To simplify it further, here are two options for “toning” or “spot reducing”;

  • You want “toned” back of the arms. You would have to specifically work your tricesp muscle doing hundreds of reps of exercises, many days of the week (like a body builder routine who spends 1-2 hours in the gym a day 6 days a week doing isolated exercises).

~ Considering most people struggle with hitting the gym 3-5 times a week consistently I don’t see using this High volume regime for toning as very effective.

 

  • You want “toned” back of the arms. Choose a handful or two of full body exercises that are going to not only challenge the arms, but the rest of the body. Do a good solid workout with intensity using all your muscles for roughly an hour let’s say 4-5 times a week. At the end of this program you have spent less time exercising, and more time focusing on getting overall body tone and strength (leaner muscles) rather than just ending up with some nice looking arms.

Katy put it herself like this: “Yeah. So spot reduction – biologically, spot reduction is how it works. However, the frequencies of movement are so so slow, that even if you’re doing 2-3 workouts a week over a period of 4 months, that’s still quantitatively so low that you probably wouldn’t notice any physical reduction in the shape of your fat deposits”.

 

So would you look at that! After 10 years of refusing to use the word “toning” in the industry I find a nice scientific way to bring it around full circle.

 

What a perfect segway to me telling you about a program I am starting on Tuesday April 12th from 6-7 pm at the YWCA Health and Fitness Centre.
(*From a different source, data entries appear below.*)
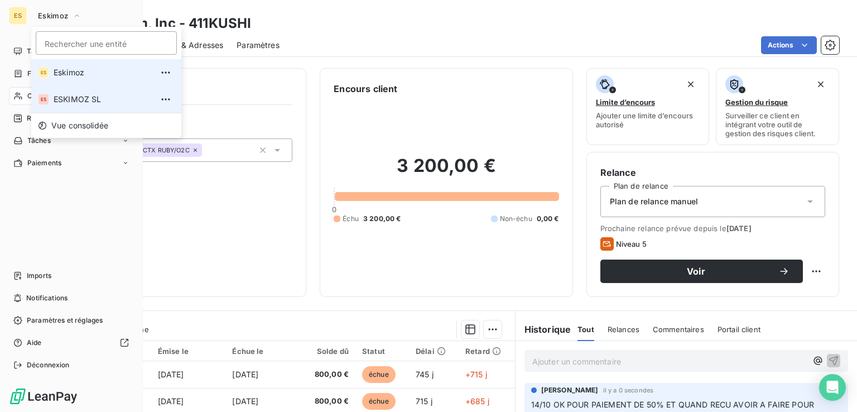 The width and height of the screenshot is (857, 412). Describe the element at coordinates (103, 99) in the screenshot. I see `span: ESKIMOZ SL` at that location.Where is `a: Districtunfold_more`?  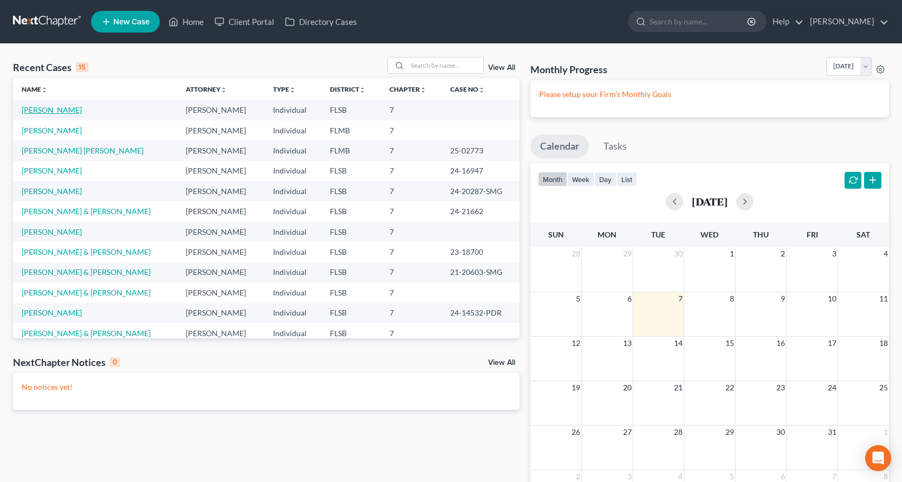 a: Districtunfold_more is located at coordinates (348, 89).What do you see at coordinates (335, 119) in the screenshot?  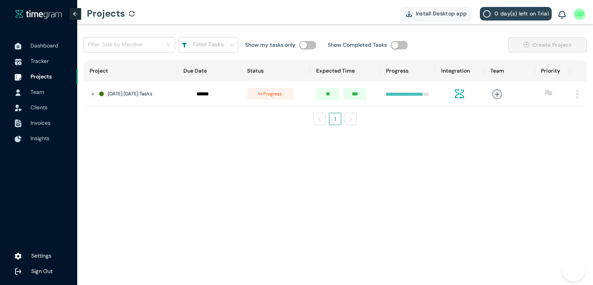 I see `a: 1` at bounding box center [335, 119].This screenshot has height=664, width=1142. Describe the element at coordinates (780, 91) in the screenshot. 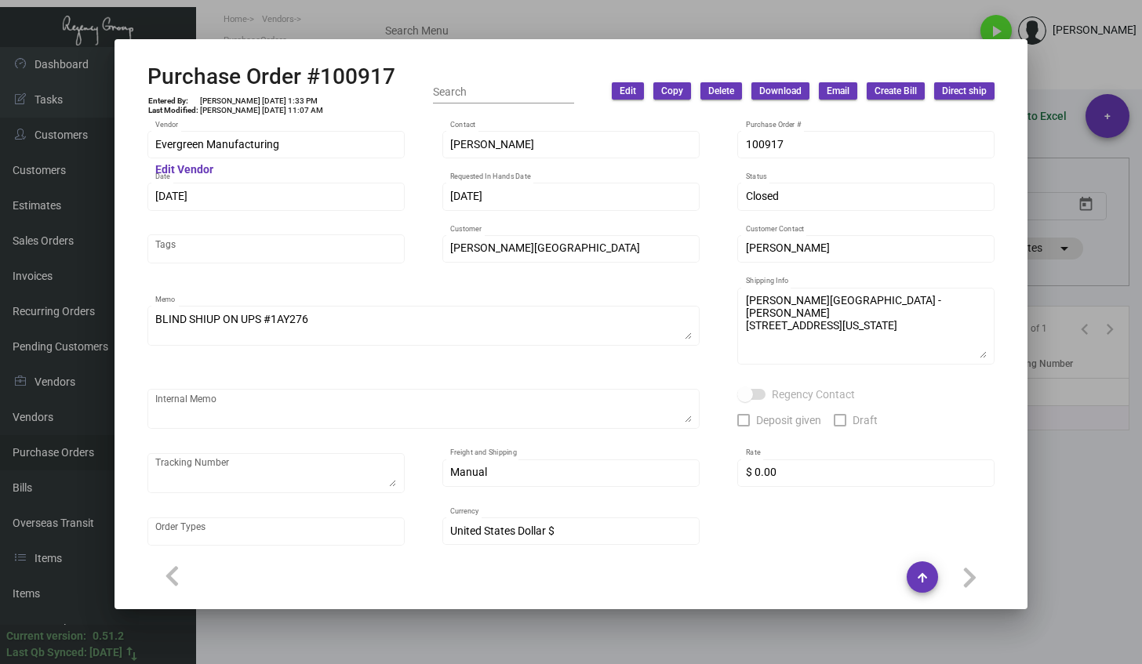

I see `span: Download` at that location.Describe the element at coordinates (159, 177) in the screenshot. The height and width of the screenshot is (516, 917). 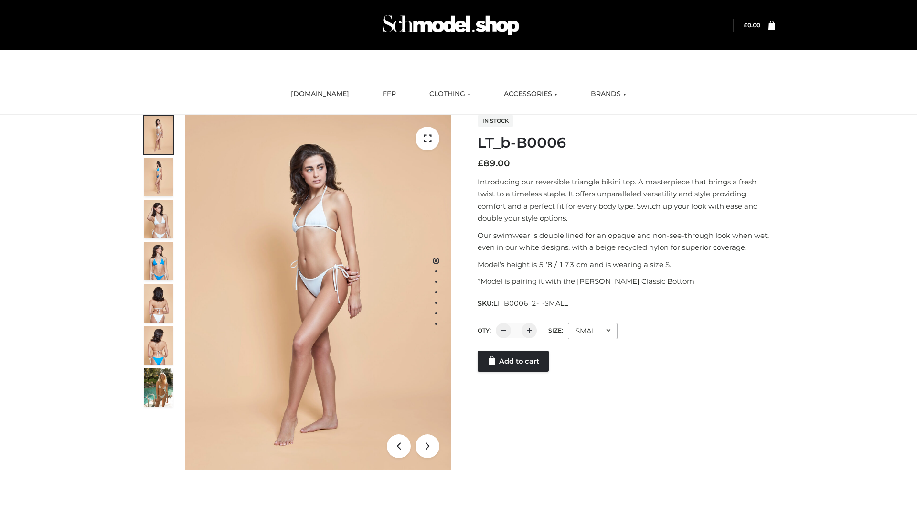
I see `img: ArielClassicBikiniTop_CloudNine_AzureSky_OW114ECO_2-scaled.jpg` at that location.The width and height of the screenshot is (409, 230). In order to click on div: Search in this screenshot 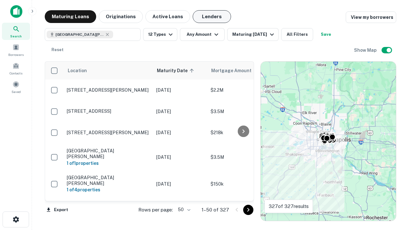, I will do `click(16, 31)`.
I teach a women on weights training program. It is an advanced women’s only small group training program where you learn compound lifts and advanced strength-training exercises. These exercises are great because they work every muscle in the body at once, giving you an efficient, metabolic boosting, strength gaining, fat blasting workout!  

The class is $150 for members and $186 for non members. It runs for 6 weeks on Tuesday nights from 6-7 pm. Call 604-858-5777 to sign up.

 

I hope this blog made sense for you- please let me know if you have any questions!!